TASK DIRECTIONS ::
Exact copies of all entries are needed. Pictures are to be left out.
[Start of section]
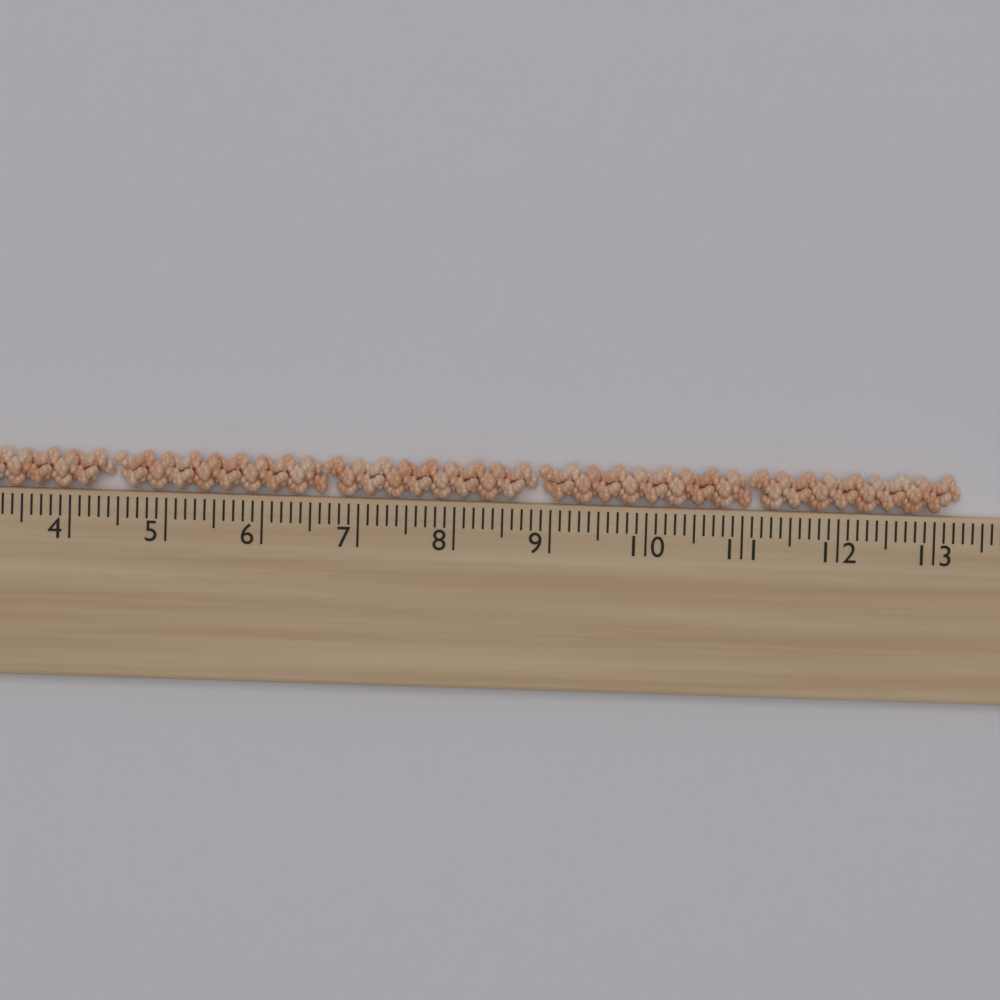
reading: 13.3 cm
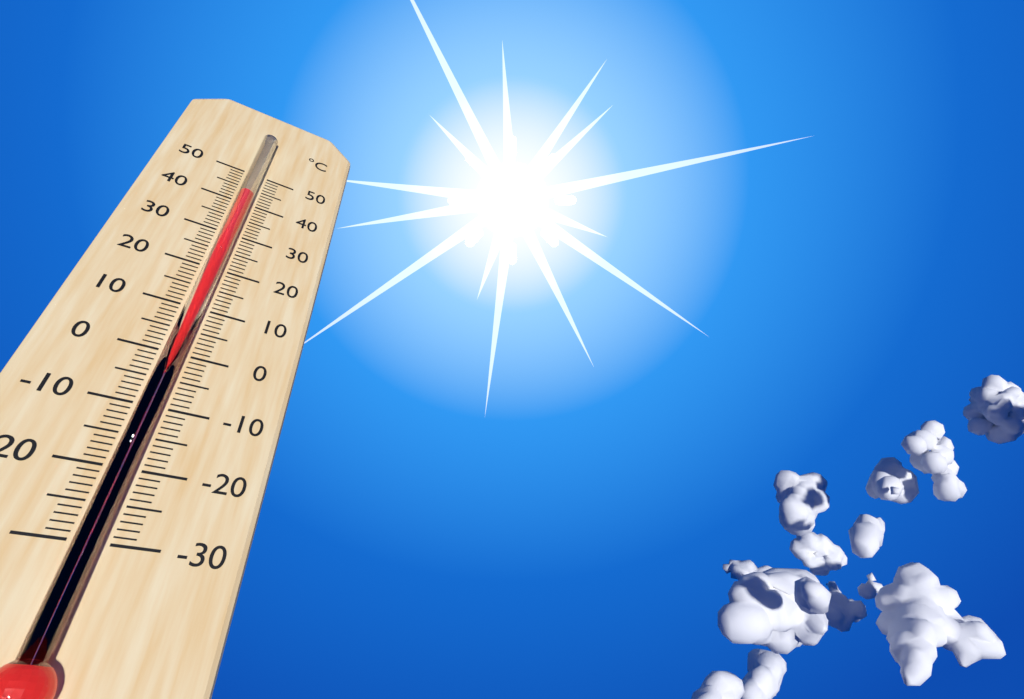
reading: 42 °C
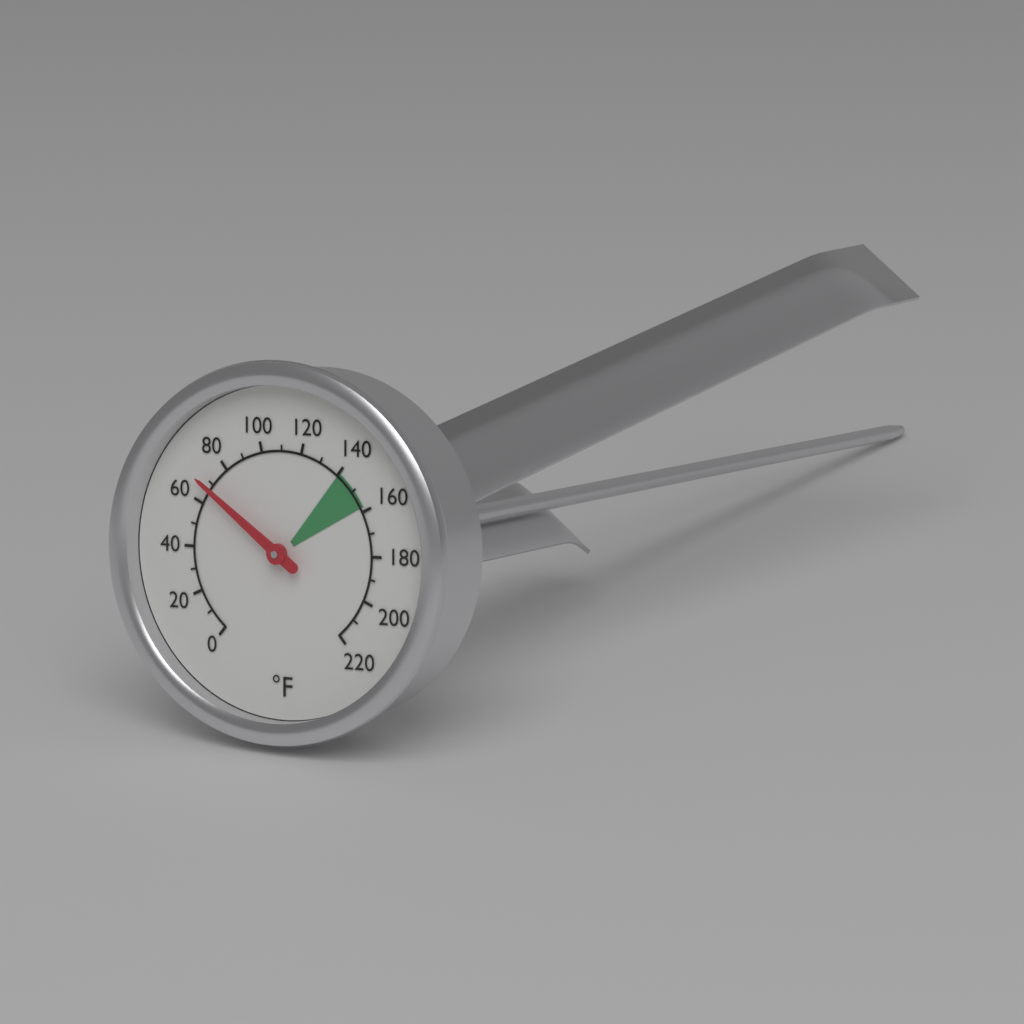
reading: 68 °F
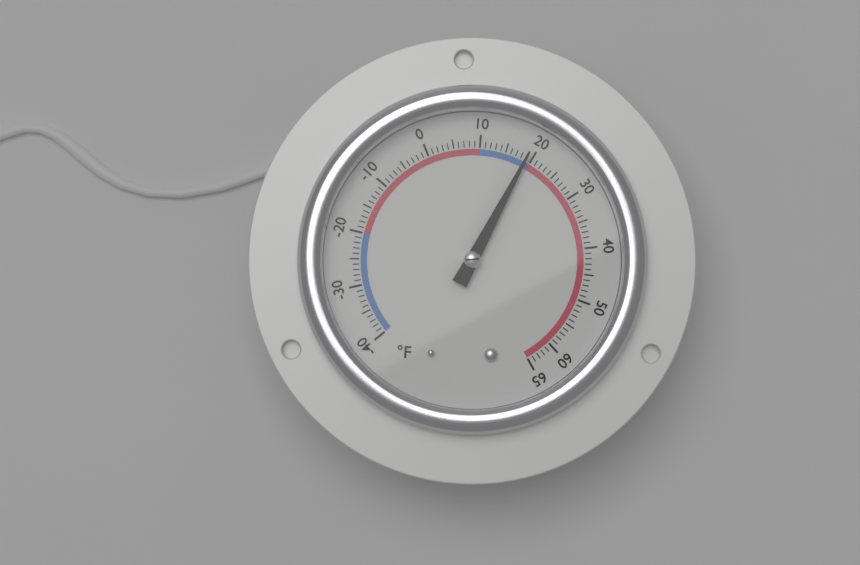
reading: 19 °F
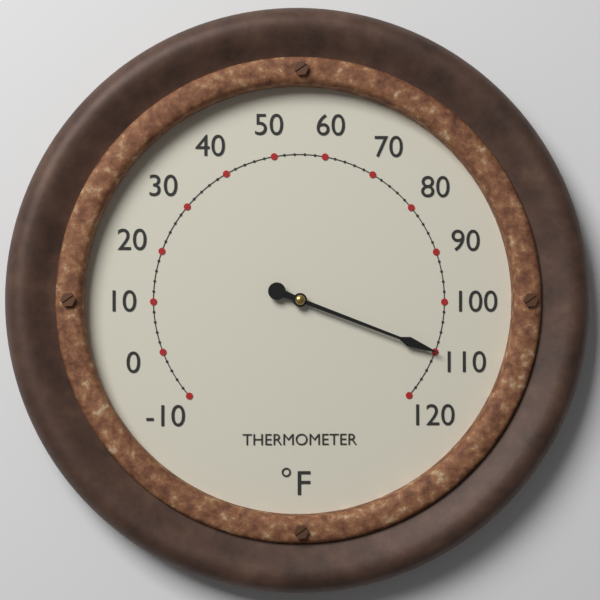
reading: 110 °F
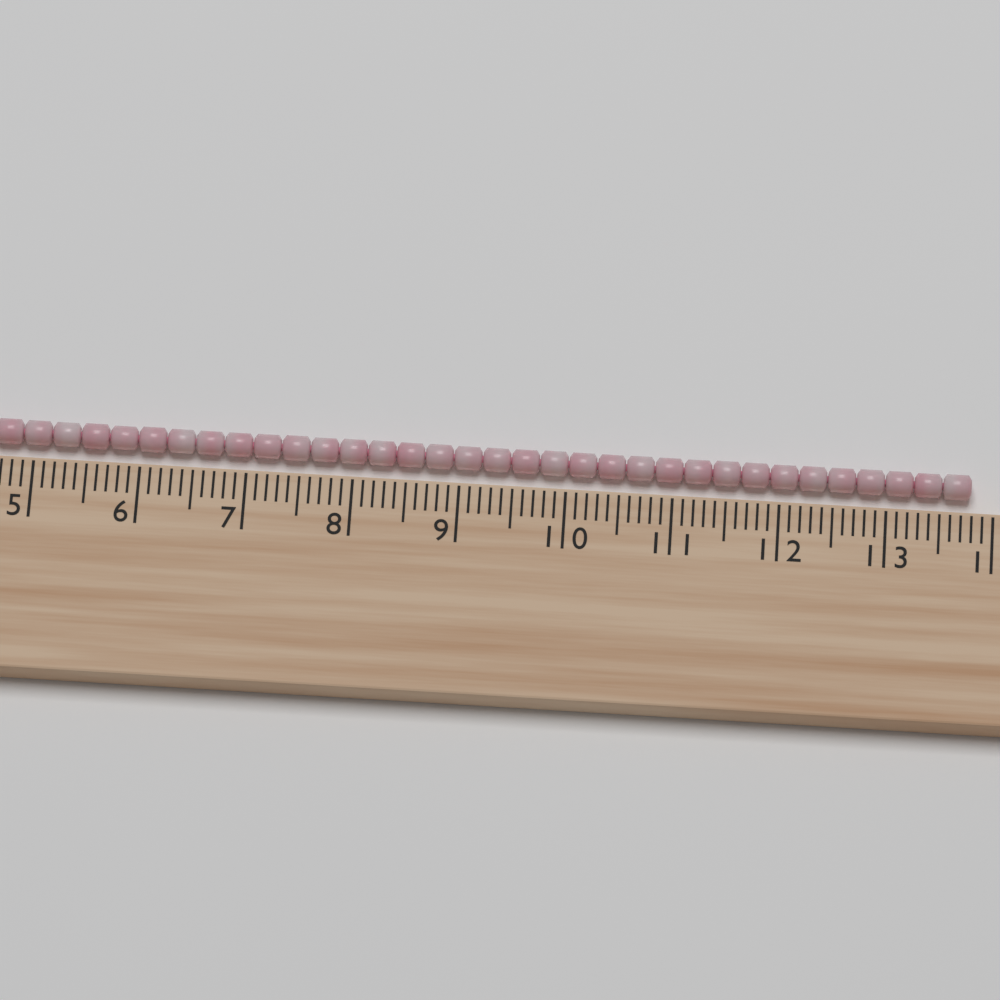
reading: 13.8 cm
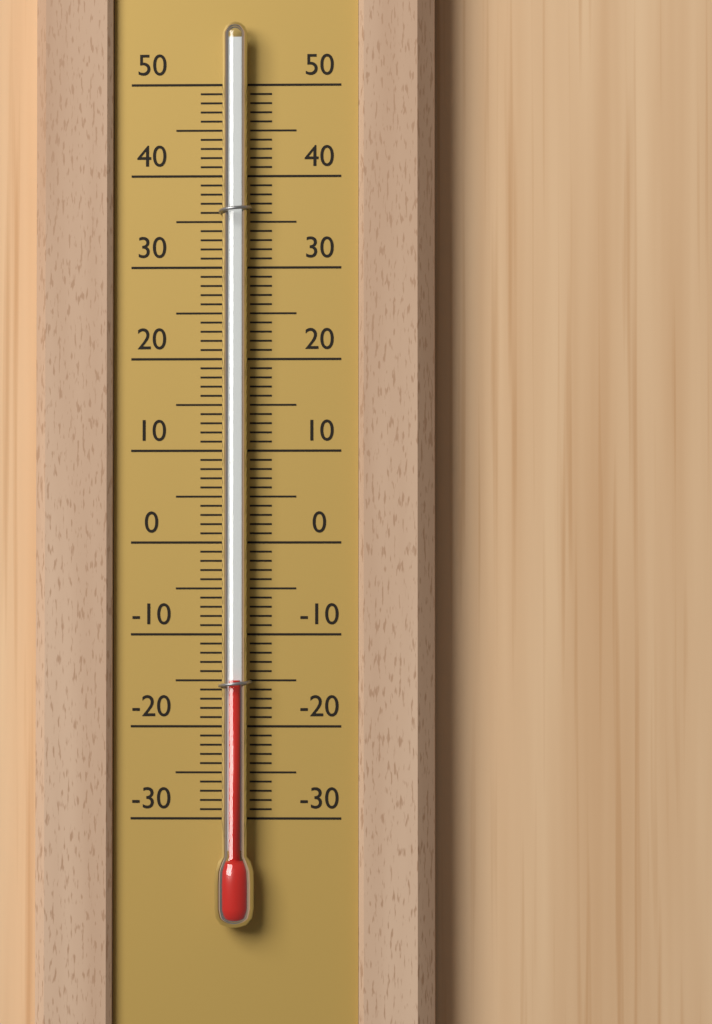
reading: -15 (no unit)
[End of section]
PROBLEM SOLUTION ::
reading: 13.3 cm
reading: 42 °C
reading: 68 °F
reading: 19 °F
reading: 110 °F
reading: 13.8 cm
reading: -15 (no unit)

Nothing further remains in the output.